We analyzed the Tokyo Stock Exchange (TSE) for a 29-month period from August 2014 to December 2016, including every transaction and order book snapshot, and confirmed through a simple statistical test that the market impact depends on each stock. Based on a correlation analysis, we found that the market impact slowly changes over time. From an order book analysis, negative correlations were found between the market impact and the averaged limit order volumes in the order book. We also clarified that one of the factors of market impact is the volume of limit orders in the order book.


Author(s):  
Matteo Aquilina ◽  
Eric Budish ◽  
Peter O’Neill

Abstract We use stock exchange message data to quantify the negative aspect of high-frequency trading, known as “latency arbitrage.” The key difference between message data and widely familiar limit order book data is that message data contain attempts to trade or cancel that fail. This allows the researcher to observe both winners and losers in a race, whereas in limit order book data you cannot see the losers, so you cannot directly see the races. We find that latency arbitrage races are very frequent (about one per minute per symbol for FTSE 100 stocks), extremely fast (the modal race lasts 5–10 millionths of a second), and account for a remarkably large portion of overall trading volume (about 20%). Race participation is concentrated, with the top six firms accounting for over 80% of all race wins and losses. The average race is worth just a small amount (about half a price tick), but because of the large volumes the stakes add up.
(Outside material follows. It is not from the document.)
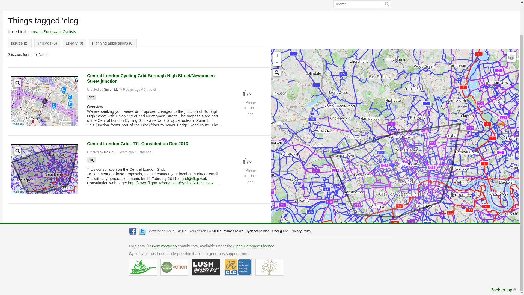 This screenshot has width=524, height=295. I want to click on Search..., so click(277, 37).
Our main estimates suggest that races constitute roughly one-third of price impact and the effective spread (key microstructure measures of the cost of liquidity), that latency arbitrage imposes a roughly 0.5 basis point tax on trading, that market designs that eliminate latency arbitrage would reduce the market’s cost of liquidity by 17%, and that the total sums at stake are on the order of $5 billion per year in global equity markets alone.